Letters posted here are associated with the following Salon Premium Member:
Published Letters: 176
Editor's Choice: 18
Did the person who wrote these words even WATCH the interview before consulting their Republican-issued talking points?
What you saw there was not rage, but anger. Exasperation. Frustration with a very clumsily attempted hatchet-job. Clinton refused to let Wallace and Fox News get away with their typical tactics. I think Fox is just so used to interviewees not calling them on their bullshit that it was startling for them to see.
Come to think of it, yeah, Fox. I can see where you might see the truth as "terrifying to behold." After all, you don't expose yourself to it very often.
... is get people to vote with them on issues which resonate emotionally - those "Three G's" again - God, gays and guns - to the point where people can sometimes be convinced to vote against their own economic self-interest. If one can appeal to emotion and bypass critical thinking ...
I'm reminded of the movie "The Wizard of Oz", when the curtain is pulled back and the Intrepid Four see that the All-Knowing Wizard is merely a man amplifying his voice and pulling a lot of levers. "Pay no attention to those tax cuts for the rich, that, by the way, you don't get. ATHIEST GAY people want to adopt children, so YOUR RIGHTS ARE AT RISK!!" How? never quite articulated convincingly, but people are scared shitless.
Fear as a motivator. Primal, and classic.

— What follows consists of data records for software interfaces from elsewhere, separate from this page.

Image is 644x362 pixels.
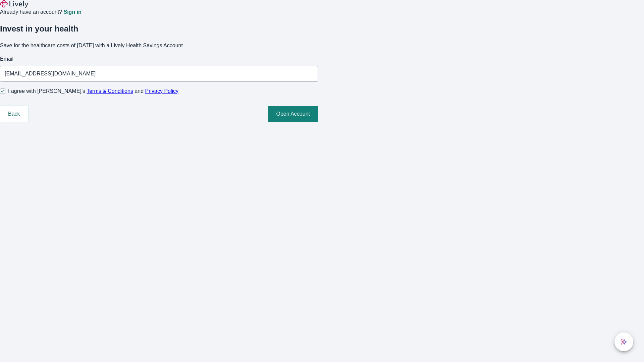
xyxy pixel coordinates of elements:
a: Sign in [63,9,81,15]
svg: Lively AI Assistant [621,339,627,345]
span: I agree with [PERSON_NAME]’s and [8,87,178,95]
button: chat [614,332,633,351]
button: Open Account [268,106,318,122]
a: Privacy Policy [145,88,179,94]
a: Terms & Conditions [87,88,133,94]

Are we all so jaded about politics, so accepting of sliminess and spin, that we can't hold our elected officials to such a standard Marty describes?
I was a competitive athlete working out 3 hours a day, and still gained 10 lbs. my freshman year. The culprit? Birth control pills.
I could just see the wheels spinning in my then-boyfriend's head... "Extra 10 lbs...condoms...extra 10 lbs...condoms..."
I went off the pill.
I long for the day when a celebrity's sexual orientation is not front-page news...
WORD, Natalie. Can we focus on the content of the article, Paglia's ideas? and less on the personalities involved? Are we unable to separate the two any longer? Do people even try anymore? Has what passes for incisive media coverage today trained us to be satisfied by this, to be complicit in this?
On days when I have less-than-positive thoughts about human nature, human intellect, reading some of these letters validates those thoughts. Depressing.
Rush, you can have an actual opinion about Michael J. Fox and the legitimacy of his Parkinson's if you -um - live in Fox's body for a month, or, barring that, FACT CHECK before you open your drug-adddled mouth.
Oh, that's right, I forgot... you're not worried about whether your opinion is informed or not. Never mind.
Even if Rush isn't ashamed of himself, his listeners should be, on his behalf. This is the type of thing you teach your children about - don't make fun of the kids in your school with handicaps, or the grandparent who can't speak because she had a stroke. I mean, really. This is core decency.
Guess it didn't take.
In his book "Sacred Silence: Denial and the Crisis in the Church" (2002), Catholic Rev. Donald B. Cozzens opines that "the priesthood is or is becoming a gay profession." Psychologically, this makes sense to me: if a young man, growing up in a devout family, starts to feel "different" (i.e., gay), where else would he turn to but his faith, where, during confession, he can receive some sense of forgiveness or absolution for his 'deviant' feelings and impulses?
If a boy is raised in a system where he believes his core sexual orientation is a sin, it is perfectly understandable to me that such a boy may seek a profession in the clergy, where, under Catholicism, celibacy is expected. He cannot sin if he cannot have sex, whether with a man OR a woman. He has a chance to be a "better person" and live a "less sinful life." (Let's not explore why celibacy came to be expected of priests in the first place, other than to say it had nothing to do with sex, and everything to do with money and inheritance.)
Human sexuality is a very primal thing. And clergypeople are human. Denying expression of one's sexuality, regardless of its target (male or female) can be a powder keg just waiting to explode. I believe that some members of the clergy, who may have entered the clergy in part out of sex role guilt in the first place, are just PRIMED for the type of exposure Haggard is experiencing now. And as we know, Haggard is just the latest in a long line of such exposures.
I would like to see organized religion use these revelations (ha!) as opportunities to learn about psychology and also the history of their church's practices. And to think honestly and hard about why they perceive Haggard to be a less able leader today than they did a week ago.
I must say, Christ on a f*ing cracker. The ignorance and hypocrisy is boggling.
FIVE CHILDREN is 'not sexually available?' She let herself go? (Are sexually active men really that clueless about the toll that multiple pregnancies can take on the female body?) The reality is that HE let himself go...outside their marriage, and gay at that. He abused her trust, committed adultery, may have used drugs, and exposed her to who knows how many STD's.
I hope she gets tested for every STD known to humanity, pronto.